A Sin or a Crime?

LITTLE ROCK (AR)
Bilgrimage

February 5, 2020

By Ruth Krall

Sentence: 38-76 years of imprisonment: This means that Smucker will likely die in jail. The crime: 20 felony counts for sexually molesting children, i.e., rape, of his grandchildren.

I have been following this case by means of media coverage. Mennonites often idealize the Amish —while not wanting to be Amish. I have never done this kind of idealizing.

I don’t know what my Lutheran father knew but he was quite clear with me that many Amish men and many Mennonite men were not nice men and that, as I began to date, I needed to protect myself. It was an explicit message about not dating and not marrying a Mennonite man.

Even as a very young girl I absorbed the warning and protected myself. As I became a teenager on the cusp of adult life he was much more explicit with me about the need to protect myself when he could no longer do this as my father — because he was not going to be present as I matured into young adult life.

My answer, therefore, to the sin or crime dilemma is that sexual abuse of children and adolescents, i.e., rape, by their grandfather, is a crime and a sin phenomenon. It is a sin problem for the perpetrator’s religious community to manage and it is a crime problem for the perpetrator’s secular community to manage. It is, therefore, simultaneously both a sin and a crime problem. For the victims of child or adolescent sexual abuse, the act of sexual violation is a sin against them and it is also a crime act against them.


REQUIREMENT: Reproduce the records that follow in full, excluding any picture they contain.

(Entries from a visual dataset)
•••

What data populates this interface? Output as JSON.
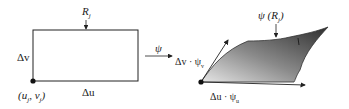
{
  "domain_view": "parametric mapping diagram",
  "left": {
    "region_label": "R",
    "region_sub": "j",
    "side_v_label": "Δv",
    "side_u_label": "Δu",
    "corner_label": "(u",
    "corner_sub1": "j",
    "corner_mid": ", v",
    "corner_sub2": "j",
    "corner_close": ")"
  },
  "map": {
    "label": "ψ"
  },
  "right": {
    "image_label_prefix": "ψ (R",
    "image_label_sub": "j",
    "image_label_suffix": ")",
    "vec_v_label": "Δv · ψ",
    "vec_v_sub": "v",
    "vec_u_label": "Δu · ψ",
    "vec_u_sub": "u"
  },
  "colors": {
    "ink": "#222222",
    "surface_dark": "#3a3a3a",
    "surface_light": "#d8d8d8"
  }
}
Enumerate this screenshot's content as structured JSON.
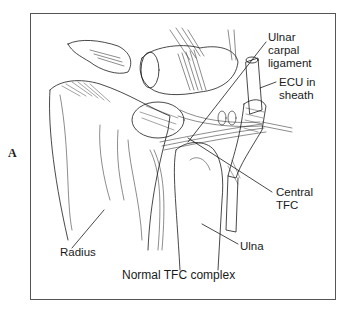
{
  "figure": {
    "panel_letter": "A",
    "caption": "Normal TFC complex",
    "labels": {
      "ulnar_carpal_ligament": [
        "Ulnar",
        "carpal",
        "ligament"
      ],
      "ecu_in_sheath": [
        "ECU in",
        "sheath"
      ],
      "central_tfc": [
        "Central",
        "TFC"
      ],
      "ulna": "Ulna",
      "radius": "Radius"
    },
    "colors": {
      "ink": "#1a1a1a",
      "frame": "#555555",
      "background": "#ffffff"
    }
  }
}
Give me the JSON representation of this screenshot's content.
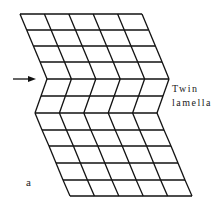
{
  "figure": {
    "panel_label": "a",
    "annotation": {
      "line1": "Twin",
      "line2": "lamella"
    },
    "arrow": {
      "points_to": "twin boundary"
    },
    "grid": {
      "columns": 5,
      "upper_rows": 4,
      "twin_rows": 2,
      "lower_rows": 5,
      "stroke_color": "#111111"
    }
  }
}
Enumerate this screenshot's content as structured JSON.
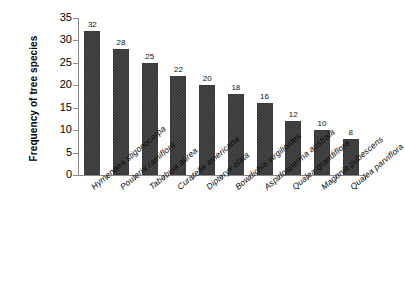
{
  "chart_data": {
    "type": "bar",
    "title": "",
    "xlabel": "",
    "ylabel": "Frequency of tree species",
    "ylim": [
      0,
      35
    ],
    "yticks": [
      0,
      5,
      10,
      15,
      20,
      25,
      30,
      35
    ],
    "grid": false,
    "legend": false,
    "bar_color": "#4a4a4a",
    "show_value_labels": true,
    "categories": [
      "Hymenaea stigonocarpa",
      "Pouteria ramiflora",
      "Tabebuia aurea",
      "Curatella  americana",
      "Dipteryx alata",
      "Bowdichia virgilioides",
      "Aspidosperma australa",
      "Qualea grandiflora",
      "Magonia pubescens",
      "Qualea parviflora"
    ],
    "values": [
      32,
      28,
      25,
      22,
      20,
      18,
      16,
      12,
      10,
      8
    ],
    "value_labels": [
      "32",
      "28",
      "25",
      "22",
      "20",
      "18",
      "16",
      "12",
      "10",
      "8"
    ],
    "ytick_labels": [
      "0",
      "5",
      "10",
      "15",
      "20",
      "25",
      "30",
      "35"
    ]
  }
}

•••

THE COMPLETED TASK:
What data populates this interface? Output as JSON.
{
  "domain_view": "parametric mapping diagram",
  "left": {
    "region_label": "R",
    "region_sub": "j",
    "side_v_label": "Δv",
    "side_u_label": "Δu",
    "corner_label": "(u",
    "corner_sub1": "j",
    "corner_mid": ", v",
    "corner_sub2": "j",
    "corner_close": ")"
  },
  "map": {
    "label": "ψ"
  },
  "right": {
    "image_label_prefix": "ψ (R",
    "image_label_sub": "j",
    "image_label_suffix": ")",
    "vec_v_label": "Δv · ψ",
    "vec_v_sub": "v",
    "vec_u_label": "Δu · ψ",
    "vec_u_sub": "u"
  },
  "colors": {
    "ink": "#222222",
    "surface_dark": "#3a3a3a",
    "surface_light": "#d8d8d8"
  }
}
Enumerate this screenshot's content as structured JSON.
{
  "figure": {
    "panel_letter": "A",
    "caption": "Normal TFC complex",
    "labels": {
      "ulnar_carpal_ligament": [
        "Ulnar",
        "carpal",
        "ligament"
      ],
      "ecu_in_sheath": [
        "ECU in",
        "sheath"
      ],
      "central_tfc": [
        "Central",
        "TFC"
      ],
      "ulna": "Ulna",
      "radius": "Radius"
    },
    "colors": {
      "ink": "#1a1a1a",
      "frame": "#555555",
      "background": "#ffffff"
    }
  }
}
Give me the JSON representation of this screenshot's content.
{
  "figure": {
    "panel_label": "a",
    "annotation": {
      "line1": "Twin",
      "line2": "lamella"
    },
    "arrow": {
      "points_to": "twin boundary"
    },
    "grid": {
      "columns": 5,
      "upper_rows": 4,
      "twin_rows": 2,
      "lower_rows": 5,
      "stroke_color": "#111111"
    }
  }
}
Enumerate this screenshot's content as structured JSON.
{
  "chart_data": {
    "type": "bar",
    "title": "",
    "xlabel": "",
    "ylabel": "Frequency of tree species",
    "ylim": [
      0,
      35
    ],
    "yticks": [
      0,
      5,
      10,
      15,
      20,
      25,
      30,
      35
    ],
    "grid": false,
    "legend": false,
    "bar_color": "#4a4a4a",
    "show_value_labels": true,
    "categories": [
      "Hymenaea stigonocarpa",
      "Pouteria ramiflora",
      "Tabebuia aurea",
      "Curatella  americana",
      "Dipteryx alata",
      "Bowdichia virgilioides",
      "Aspidosperma australa",
      "Qualea grandiflora",
      "Magonia pubescens",
      "Qualea parviflora"
    ],
    "values": [
      32,
      28,
      25,
      22,
      20,
      18,
      16,
      12,
      10,
      8
    ],
    "value_labels": [
      "32",
      "28",
      "25",
      "22",
      "20",
      "18",
      "16",
      "12",
      "10",
      "8"
    ],
    "ytick_labels": [
      "0",
      "5",
      "10",
      "15",
      "20",
      "25",
      "30",
      "35"
    ]
  }
}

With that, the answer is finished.